Whitney v. Lynde

16 Vt. 579 | Vt. | 1844

The opinion of the court was delivered by

Williams, Ch. J.

It is unnecessary to recapitulate the facts, which are stated in the case. It is enough to say, there was evidence tending strongly to prove the defence, as claimed by the defendant. The defendant claimed, and requested the court to charge the jury, that the conversation, which, passed between the plaintiff and Riley Whitney, in reference to the plaintiff’s taking the mare, at the time of the consultation respecting the said Riley’s selling a part of said lot of land to Stiles, would not constitute, or amount to, a sale, so as to pass the property in the mare to the plaintiff, either from Stiles, or from Riley Whitney.” The defendant also relied on the well established principle of a fraud in law, and requested the court to charge the jury, that, if Riley Whitney alone employed Covill to keep the mare, and she was attached while in Covill’s custody, they would find for the defendant, unless they found that Covill, at the time he received the mare, was informed that she was the property of the plaintiff, or the plaintiff notified him that she belonged to him, and Covill heard and understood the same, and consented to keep her for the plaintiff.

In both of these positions the defendant was right, if the evidence *586sustained him. The sale was not completed at that time; something farther was to be done. Indeed the whole evidence, as detailed, fails of showing any sale. As to the facts and evidence, however, we have nothing to do.

As to the question of fraud in law, we think that, if Riley Whitney owned the mare, and sold her to the plaintiff while she was in the keeping of Covill, it was necessary for the plaintiff himself to give notice to Covill of the transfer, or cause it to be done by some person other than the vendor, and that Covill should have assented and agreed to keep her for the plaintiff. Without this notice the possession cannot be considered as changed, so that the property should not be subject to attachment at the suit of the creditors of the vendor. This was the doctrine recognized in the case of Judd et al. v. Langdon, 5 Vt. 231, and, more fully, in the case of Pierce v. Chipman, 8 Vt. 334.
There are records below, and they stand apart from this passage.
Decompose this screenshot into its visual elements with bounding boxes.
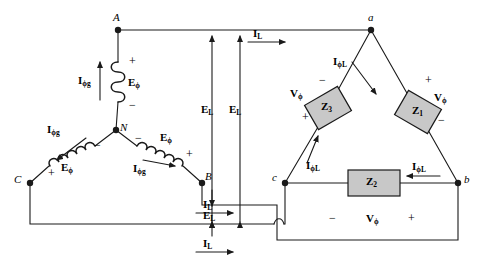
current-arrow-iphig-c [57, 138, 86, 160]
wire-hop [274, 219, 284, 224]
iphil-z3-sub: ϕL [310, 164, 320, 173]
voltage-label-el-right: EL [229, 104, 241, 115]
voltage-label-el-bottom: EL [203, 210, 215, 221]
sign-minus-z1: − [438, 114, 445, 126]
current-label-iphig-c: Iϕg [47, 124, 60, 135]
node-dot-c [282, 180, 288, 186]
ephi-b-sub: ϕ [167, 136, 172, 145]
sign-plus-coil-a: + [129, 55, 136, 67]
node-label-c: c [272, 172, 277, 183]
current-label-iphig-a: Iϕg [78, 75, 91, 86]
iphil-z1-sub: ϕL [337, 60, 347, 69]
iphig-a-sub: ϕg [82, 79, 90, 88]
node-dot-a [368, 27, 374, 33]
z1-sub: 1 [419, 109, 423, 118]
voltage-label-ephi-a: Eϕ [128, 77, 140, 88]
node-label-a: a [368, 12, 374, 23]
il-top-sub: L [257, 32, 262, 41]
current-label-iphil-z1: IϕL [333, 56, 347, 67]
wire-z1-to-b [428, 130, 458, 183]
current-arrow-iphig-b [143, 160, 175, 166]
ephi-a-sub: ϕ [135, 81, 140, 90]
z3-sub: 3 [328, 105, 332, 114]
impedance-label-z1: Z1 [412, 105, 423, 116]
voltage-label-el-left: EL [201, 104, 213, 115]
node-label-A: A [113, 12, 120, 23]
sign-minus-z3: − [319, 74, 326, 86]
current-label-il-bottom: IL [203, 238, 212, 249]
el-right-sub: L [236, 108, 241, 117]
node-label-N: N [120, 122, 127, 133]
voltage-label-ephi-c: Eϕ [61, 162, 73, 173]
sign-minus-coil-c: − [94, 139, 101, 151]
node-label-b: b [464, 174, 470, 185]
vphi-z2-sub: ϕ [374, 217, 379, 226]
wire-a-to-z1 [371, 30, 408, 95]
sign-minus-z2: − [329, 212, 336, 224]
impedance-label-z2: Z2 [366, 176, 377, 187]
circuit-diagram-canvas: A B C N a b c Eϕ + − Iϕg Eϕ − + Iϕg Eϕ −… [0, 0, 483, 264]
voltage-label-vphi-z2: Vϕ [366, 213, 379, 224]
z2-sub: 2 [373, 180, 377, 189]
voltage-label-vphi-z3: Vϕ [290, 88, 303, 99]
sign-plus-z1: + [425, 74, 432, 86]
current-label-iphig-b: Iϕg [133, 163, 146, 174]
voltage-label-ephi-b: Eϕ [160, 132, 172, 143]
impedance-label-z3: Z3 [321, 101, 332, 112]
wire-z3-to-c [285, 127, 318, 183]
node-label-C: C [14, 174, 21, 185]
vphi-z2-main: V [366, 212, 374, 224]
voltage-label-vphi-z1: Vϕ [434, 92, 447, 103]
vphi-z1-main: V [434, 91, 442, 103]
vphi-z3-main: V [290, 87, 298, 99]
iphig-b-sub: ϕg [137, 167, 145, 176]
node-dot-b [455, 180, 461, 186]
node-label-B: B [205, 171, 212, 182]
ephi-c-sub: ϕ [68, 166, 73, 175]
current-label-iphil-z2: IϕL [412, 161, 426, 172]
el-left-sub: L [208, 108, 213, 117]
vphi-z1-sub: ϕ [442, 96, 447, 105]
current-label-il-top: IL [253, 28, 262, 39]
iphil-z2-sub: ϕL [416, 165, 426, 174]
wire-coil-to-n-a [116, 102, 118, 130]
il-bot-sub: L [207, 242, 212, 251]
wire-coil-to-b [183, 166, 202, 183]
sign-plus-coil-c: + [48, 167, 55, 179]
sign-plus-z3: + [302, 111, 309, 123]
line-conductor-middle-part1 [30, 183, 274, 224]
vphi-z3-sub: ϕ [298, 92, 303, 101]
node-dot-A [115, 27, 121, 33]
node-dot-N [113, 127, 119, 133]
sign-minus-coil-a: − [129, 99, 136, 111]
iphig-c-sub: ϕg [51, 128, 59, 137]
sign-plus-coil-b: + [186, 148, 193, 160]
coil-phase-a [111, 62, 125, 102]
line-conductor-middle-part2 [284, 183, 285, 224]
wire-coil-to-c [30, 166, 49, 183]
sign-minus-coil-b: − [135, 132, 142, 144]
current-label-iphil-z3: IϕL [306, 160, 320, 171]
sign-plus-z2: + [408, 212, 415, 224]
node-dot-C [27, 180, 33, 186]
current-arrow-iphil-z1 [352, 62, 376, 94]
el-bot-sub: L [210, 214, 215, 223]
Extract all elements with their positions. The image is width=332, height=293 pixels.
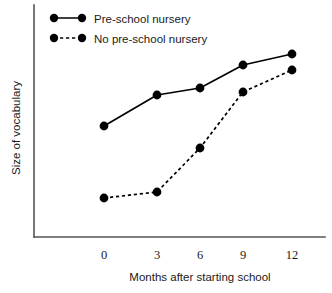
data-point-marker (100, 194, 109, 203)
data-point-marker (153, 91, 162, 100)
legend-marker-end-icon (78, 34, 86, 42)
x-tick-label-3: 3 (154, 248, 160, 262)
data-point-marker (196, 84, 205, 93)
vocabulary-line-chart: Pre-school nursery No pre-school nursery… (0, 0, 332, 293)
legend-marker-end-icon (78, 14, 86, 22)
series-pre-school-nursery (100, 50, 297, 131)
x-axis-title: Months after starting school (129, 271, 270, 283)
x-tick-label-9: 9 (240, 248, 246, 262)
x-tick-label-12: 12 (286, 248, 299, 262)
data-point-marker (288, 50, 297, 59)
legend-item-no-pre-school-nursery: No pre-school nursery (50, 33, 208, 45)
legend: Pre-school nursery No pre-school nursery (50, 13, 208, 45)
chart-canvas: Pre-school nursery No pre-school nursery… (0, 0, 332, 293)
data-point-marker (239, 88, 248, 97)
x-tick-label-0: 0 (101, 248, 107, 262)
legend-label-pre-school-nursery: Pre-school nursery (94, 13, 191, 25)
x-tick-label-6: 6 (197, 248, 203, 262)
legend-item-pre-school-nursery: Pre-school nursery (50, 13, 191, 25)
data-point-marker (196, 144, 205, 153)
data-point-marker (239, 61, 248, 70)
y-axis-title: Size of vocabulary (10, 81, 22, 175)
data-point-marker (153, 188, 162, 197)
data-point-marker (288, 66, 297, 75)
legend-label-no-pre-school-nursery: No pre-school nursery (94, 33, 207, 45)
data-point-marker (100, 122, 109, 131)
x-tick-labels: 0 3 6 9 12 (101, 248, 298, 262)
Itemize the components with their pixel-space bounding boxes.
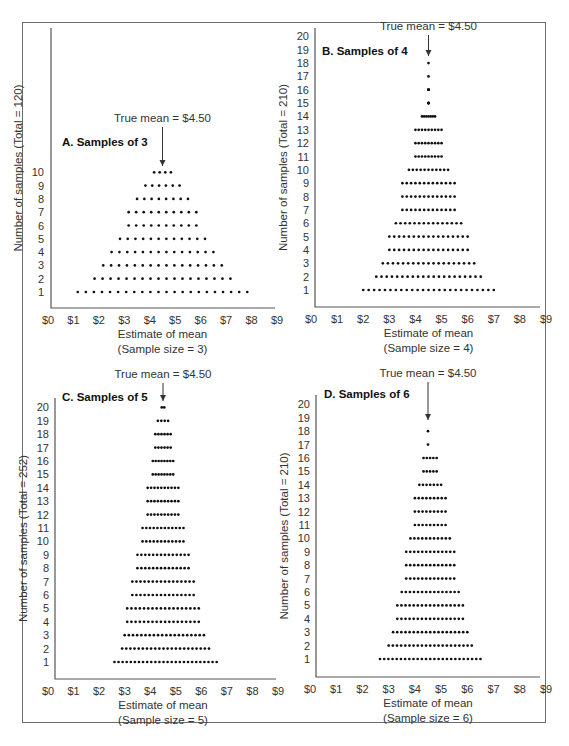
sample-dot xyxy=(408,658,411,661)
sample-dot xyxy=(165,237,168,240)
y-tick-label: 5 xyxy=(43,602,49,614)
sample-dot xyxy=(412,644,415,647)
sample-dot xyxy=(421,617,424,620)
axis-lines xyxy=(315,28,540,307)
sample-dot xyxy=(187,661,190,664)
y-tick-label: 2 xyxy=(38,273,44,285)
sample-dot xyxy=(445,591,448,594)
sample-dot xyxy=(392,631,395,634)
sample-dot xyxy=(151,473,154,476)
sample-dot xyxy=(178,634,181,637)
panel-title: B. Samples of 4 xyxy=(322,45,408,57)
sample-dot xyxy=(157,634,160,637)
sample-dot xyxy=(130,620,133,623)
y-tick-label: 4 xyxy=(38,246,44,258)
sample-dot xyxy=(396,275,399,278)
x-tick-label: $1 xyxy=(330,683,342,695)
sample-dot xyxy=(441,222,444,225)
sample-dot xyxy=(165,264,168,267)
sample-dot xyxy=(453,604,456,607)
x-tick-label: $6 xyxy=(461,683,473,695)
sample-dot xyxy=(395,289,398,292)
sample-dot xyxy=(142,251,145,254)
sample-dot xyxy=(392,262,395,265)
y-tick-label: 16 xyxy=(297,84,309,96)
sample-dot xyxy=(440,155,443,158)
sample-dot xyxy=(150,513,153,516)
sample-dot xyxy=(187,198,190,201)
sample-dot xyxy=(126,607,129,610)
sample-dot xyxy=(187,647,190,650)
sample-dot xyxy=(181,264,184,267)
sample-dot xyxy=(132,634,135,637)
sample-dot xyxy=(189,277,192,280)
sample-dot xyxy=(222,291,225,294)
sample-dot xyxy=(179,553,182,556)
sample-dot xyxy=(453,564,456,567)
sample-dot xyxy=(447,235,450,238)
sample-dot xyxy=(470,644,473,647)
sample-dot xyxy=(182,634,185,637)
sample-dot xyxy=(427,62,430,65)
sample-dot xyxy=(153,513,156,516)
y-tick-label: 10 xyxy=(297,164,309,176)
sample-dot xyxy=(437,591,440,594)
sample-dot xyxy=(136,553,139,556)
sample-dot xyxy=(443,169,446,172)
sample-dot xyxy=(173,634,176,637)
sample-dot xyxy=(436,209,439,212)
sample-dot xyxy=(414,142,417,145)
sample-dot xyxy=(453,550,456,553)
sample-dot xyxy=(429,577,432,580)
sample-dot xyxy=(449,289,452,292)
y-tick-label: 1 xyxy=(304,653,310,665)
sample-dot xyxy=(492,289,495,292)
sample-dot xyxy=(134,620,137,623)
sample-dot xyxy=(180,211,183,214)
sample-dot xyxy=(391,644,394,647)
sample-dot xyxy=(149,540,152,543)
sample-dot xyxy=(150,237,153,240)
sample-dot xyxy=(429,457,432,460)
sample-dot xyxy=(417,155,420,158)
sample-dot xyxy=(168,607,171,610)
sample-dot xyxy=(475,658,478,661)
sample-dot xyxy=(425,550,428,553)
sample-dot xyxy=(189,251,192,254)
sample-dot xyxy=(441,564,444,567)
sample-dot xyxy=(127,634,130,637)
sample-dot xyxy=(127,211,130,214)
sample-dot xyxy=(433,631,436,634)
sample-dot xyxy=(467,658,470,661)
y-tick-label: 5 xyxy=(304,599,310,611)
y-tick-label: 19 xyxy=(298,412,310,424)
x-tick-label: $2 xyxy=(356,683,368,695)
sample-dot xyxy=(178,540,181,543)
sample-dot xyxy=(422,457,425,460)
sample-dot xyxy=(408,249,411,252)
panel-title: A. Samples of 3 xyxy=(62,136,148,148)
sample-dot xyxy=(117,291,120,294)
sample-dot xyxy=(401,195,404,198)
sample-dot xyxy=(414,524,417,527)
sample-dot xyxy=(462,604,465,607)
x-tick-label: $8 xyxy=(514,313,526,325)
sample-dot xyxy=(405,195,408,198)
sample-dot xyxy=(424,128,427,131)
sample-dot xyxy=(176,620,179,623)
sample-dot xyxy=(400,591,403,594)
sample-dot xyxy=(432,275,435,278)
sample-dot xyxy=(172,460,175,463)
sample-dot xyxy=(154,661,157,664)
sample-dot xyxy=(417,564,420,567)
sample-dot xyxy=(125,647,128,650)
sample-dot xyxy=(427,102,430,105)
sample-dot xyxy=(384,289,387,292)
sample-dot xyxy=(453,577,456,580)
sample-dot xyxy=(427,182,430,185)
x-tick-label: $4 xyxy=(144,314,156,326)
sample-dot xyxy=(425,524,428,527)
sample-dot xyxy=(427,289,430,292)
sample-dot xyxy=(142,661,145,664)
sample-dot xyxy=(163,513,166,516)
The charge of the court on both of these points is liable to objection. The request first mentioned above was not noticed, but the whole subject was left to the jury, for them to find, whether, from the terms of the contract between the plaintiff and Riley Whitney and Stiles, the property passed directly from Stiles to the plaintiff, and was received by the plaintiff in such a manner that he thereby gave the said Riley credit therefor. The defendant was entitled to a charge stating what the-law was on the facts, as he claimed them to have been- proved.. The court, although- they may have given, the law correctly on- another state of facts, do not state it, as they should, on the state of facts as claimed by the defendant, and as the evidence clearly tends to prove them to he.

On the other point the court directed the jury, that, if Riley Whitney, the vendor, informed Covill that the plaintiff owned the-mare, the possession would be in the plaintiff, — assuming the-ground that notice from the plaintiff was not necessary, and that a vendor, who has owned, and. offered to sell property, treating it as his own, and who has never been out of' the possession and use-of it, by merely giving notice to a third person that he has sold the-property, — which he might do from sinister motives, — can prevent his creditors from, attaching the-property, at the- hazard of its being proved that there was. a sale, unknown to every one but the vendor.. We apprehend the law to. be otherwise, and that the defendant was. *587correct in his views of the law, and had a right to have the jury instructed accordingly.

The latter part of the charge is also objectionable, as it does not lead the attention of the jury to a material fact, which the defendant claimed was proved, — or rather, it diverted their attention from it entirely, — that is, whether Covill heard and understood the directions of the plaintiff, and consented to keep the mare for him.

The judgment of the county court is therefore reversed.